Here’s some Christmas Eve entertainment for you. By perhaps making Mike Johnson unelected as Speaker (not a done deal but a real possibility) last week’s Trump/Elon drama may leave Republicans JanSix’ing themselves this year this time. Ironic! This Roll Call article gets into the details. But the gist is that if they can’t elect Mike Johnson (or someone else between January 3rd and 6th) they can’t properly constitute themselves to officially receive the electoral votes. There won’t be a properly constituted or sworn-in House, at least not in the way it’s been done the few couple centuries-plus. The Roll Call article makes clear there are probably workarounds, maybe, largely because the constitution leaves it to the House to make up its own rules. So the House can probably, maybe?, make up a new rule to resolve the problem. But it won’t be pretty.

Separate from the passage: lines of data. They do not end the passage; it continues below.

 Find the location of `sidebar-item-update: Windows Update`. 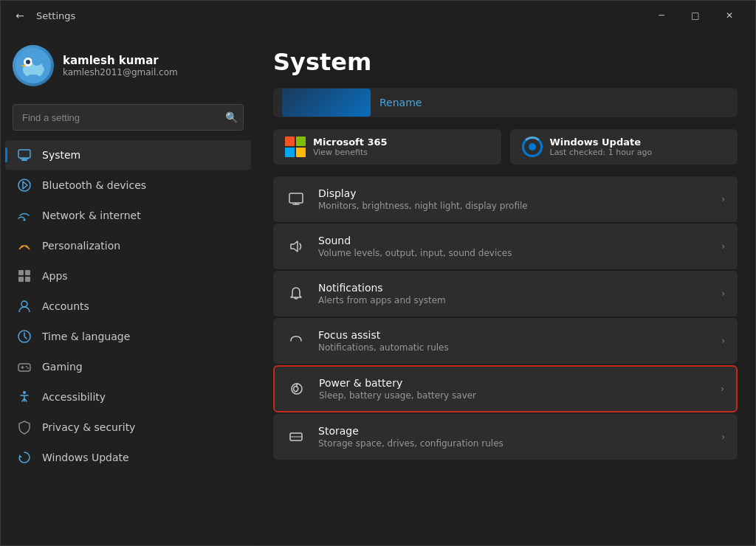

sidebar-item-update: Windows Update is located at coordinates (128, 457).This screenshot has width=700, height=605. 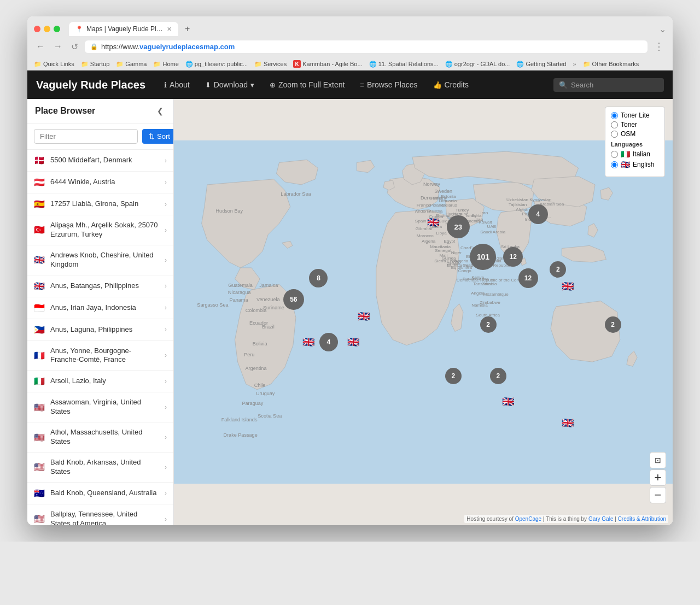 What do you see at coordinates (658, 460) in the screenshot?
I see `zoom-reset-button: ⊡` at bounding box center [658, 460].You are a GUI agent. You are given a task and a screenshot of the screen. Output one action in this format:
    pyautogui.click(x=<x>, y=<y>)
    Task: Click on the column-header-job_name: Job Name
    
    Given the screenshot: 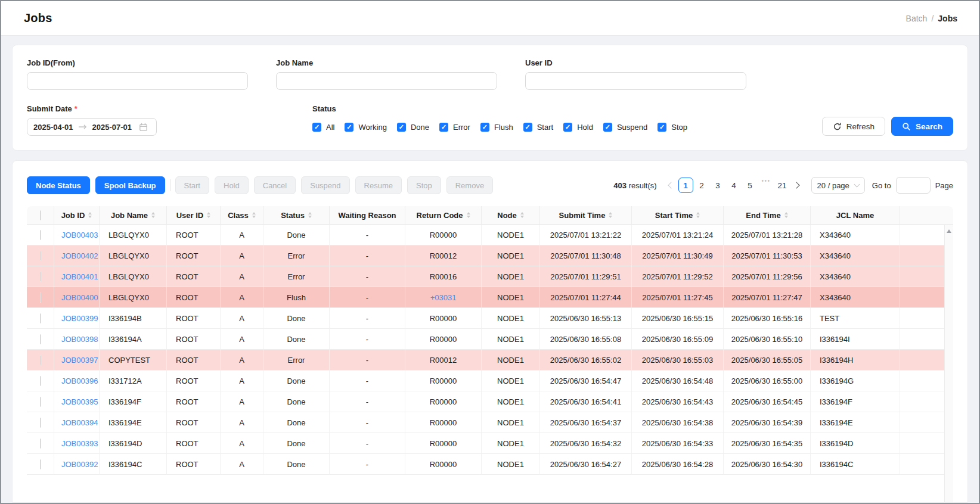 What is the action you would take?
    pyautogui.click(x=134, y=216)
    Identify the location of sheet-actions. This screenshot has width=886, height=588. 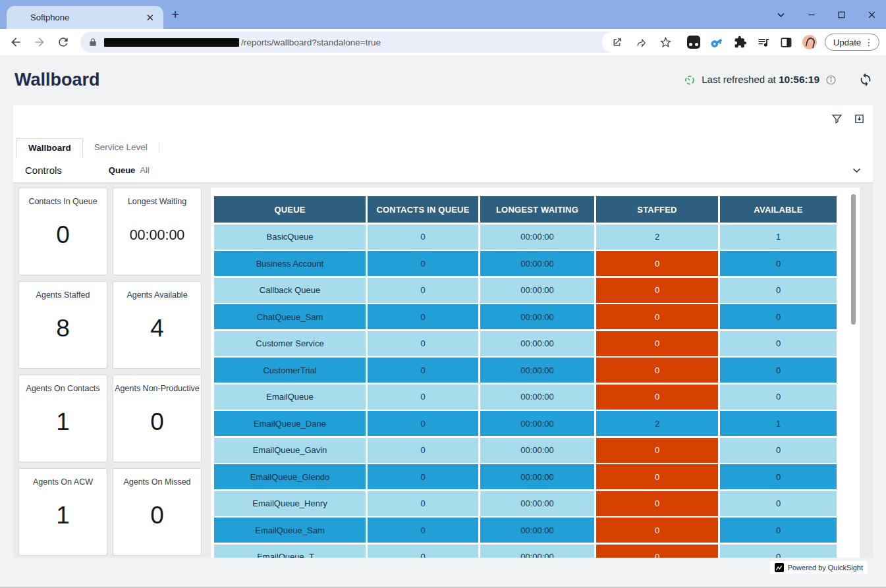
(848, 119).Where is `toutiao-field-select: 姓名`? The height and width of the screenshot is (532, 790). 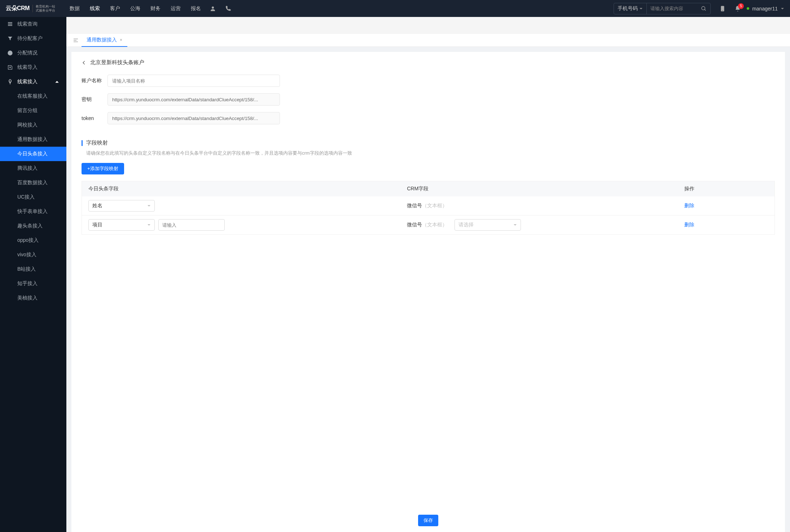 toutiao-field-select: 姓名 is located at coordinates (122, 206).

Just an update: There are currently 47 tickets remaining for TPM’s first live podcast taping, which will take place on January 15th in Washington, D.C. You can get your tickets here. Remember, tickets are $75 but if you are a Prime or Prime AF member, tickets are $50. If you are an Inside member, they are free. (You should have received a discount code via email. If not, feel free to email me directly Joe at talkingpointsmemo dot com.)

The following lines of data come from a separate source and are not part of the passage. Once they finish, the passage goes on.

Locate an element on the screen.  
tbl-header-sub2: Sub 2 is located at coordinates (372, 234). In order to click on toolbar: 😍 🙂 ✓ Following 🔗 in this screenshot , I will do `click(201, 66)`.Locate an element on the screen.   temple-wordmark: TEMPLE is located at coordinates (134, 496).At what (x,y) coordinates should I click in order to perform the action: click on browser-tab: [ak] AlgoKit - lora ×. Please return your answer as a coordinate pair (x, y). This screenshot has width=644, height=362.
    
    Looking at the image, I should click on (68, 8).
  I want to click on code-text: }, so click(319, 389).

As of Friday evening it appears that the Trump/Musk GOP has managed to put out, or at least move to “controlled” status, the wildfire they lit for no particular reason earlier in the week. We will soon see that this three or four day drama is a microcosm for most of what is going to unfold over the next two and likely four years: an always chaotic and often destructive jostling between different versions of far-right state transformation. Here on the one hand is Trump’s autarkic and transactional MAGA, seeking to channel power, adulation and beak-wetting all toward the person of Donald Trump. There you have Elon Musk with his more chaotic and futurist/Randian version of Silicon Valley’s “move fast and break things” culture. What unites them is their personalist character, something Donald Trump and his politics brought to the national dance. We shouldn’t doll either of these variants up too much as ideologies. They’re just different versions of post-civic democracy America from the world of billionairedom, each guy’s particular wants and needs, etc., and also with some broader constituency beyond them personally.
I admit I’ve been saying mostly the same thing in my last few posts on events on Capitol Hill. I must think that if I keep writing it it will finally be clear. Oh well. I just noticed someone say they were surprised that almost 40 House Republicans defied not only Trump but Elon Musk as well.

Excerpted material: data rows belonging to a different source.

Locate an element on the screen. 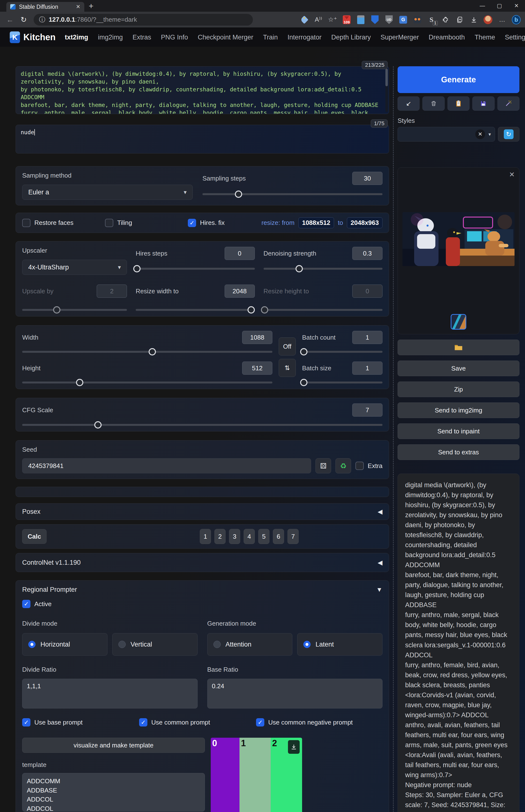 The width and height of the screenshot is (525, 812). calc-num-1-button: 1 is located at coordinates (205, 537).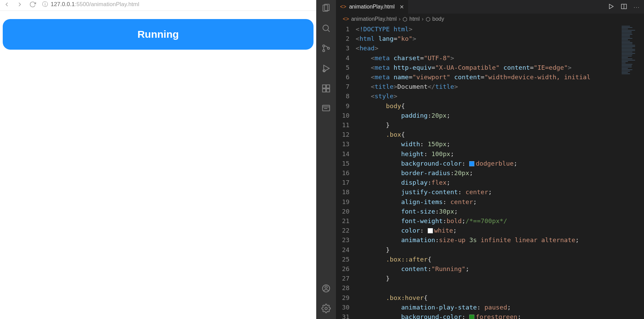 This screenshot has height=319, width=644. What do you see at coordinates (33, 4) in the screenshot?
I see `reload-icon` at bounding box center [33, 4].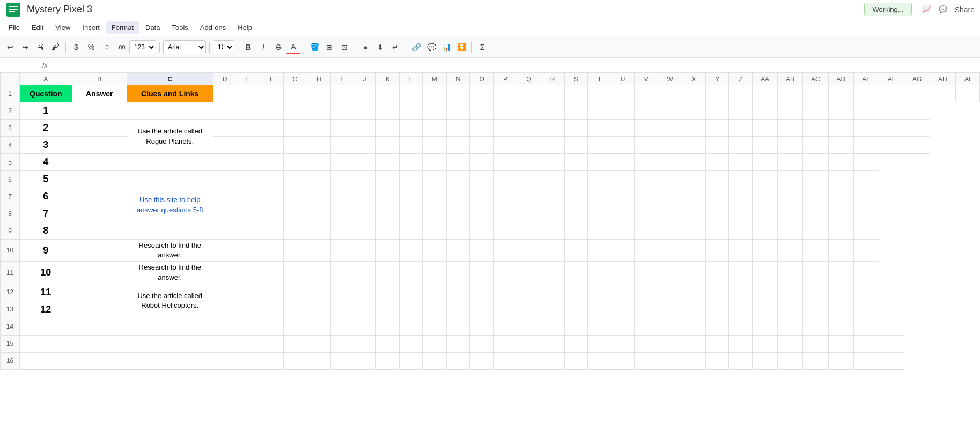 The image size is (980, 431). What do you see at coordinates (576, 79) in the screenshot?
I see `col-header-S: S` at bounding box center [576, 79].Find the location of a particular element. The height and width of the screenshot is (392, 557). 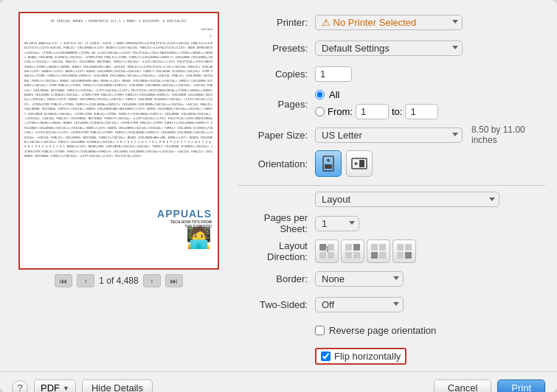

pages-per-sheet-row: Pages per Sheet: 1 2 4 is located at coordinates (391, 223). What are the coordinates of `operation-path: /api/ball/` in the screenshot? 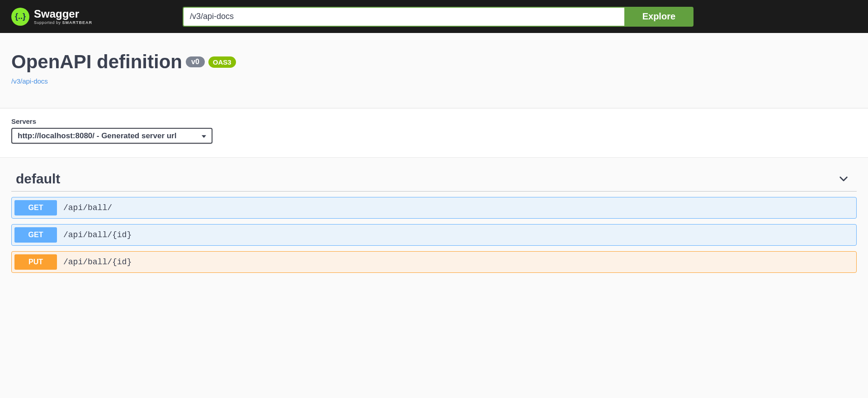 It's located at (88, 208).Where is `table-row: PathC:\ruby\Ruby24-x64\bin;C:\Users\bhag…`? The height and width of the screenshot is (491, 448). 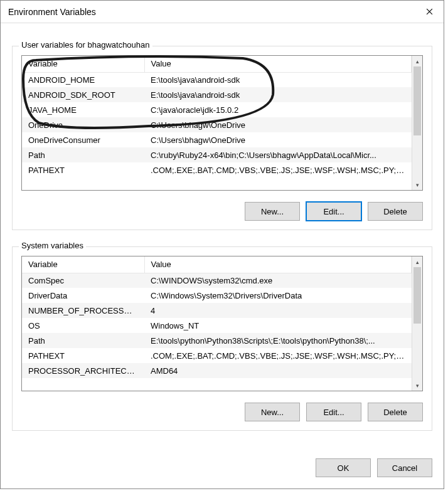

I don’t think that’s what happened. Was Musk for this Trump/Johnson clean up effort that went down to defeat last night? That doesn’t seem clear at all. It’s way over-literal, over-determined. He wasn’t really for it or against it. He blew the deal up and then just moved on to something else.
If you haven’t seen the details, the meltdown on Capitol Hill went from bad to worse this evening. Or awesome to awesomer, depending on your perspective. Let’s review. Donald Trump wanted a smooth ride to January 20th. He allowed the leaders of the congressional GOP to negotiate a government funding extension to smooth that ride. That was about to pass before Elon Musk stepped in with a tweet storm and blew up the whole thing. That sent Speaker Johnson and Trump back to the drawing board to come up with a new GOP-only plan to meet Musk’s objections. To get it through today it needed a 2/3rds vote in the House. It didn’t come close to 50%. For the next ten days or so the Senate is controlled by the Democrats. So the House isn’t even the only problem. Trump told House Republicans today they had to vote for this new plan. Then 38 House Republicans voted against. Now they’re barreling toward a government shutdown.
President Joe Biden on Monday commuted the sentences of all but three death row inmates to life imprisonment without the possibility of parole, briefly citing Donald Trump’s bloodlust as a motivating factor.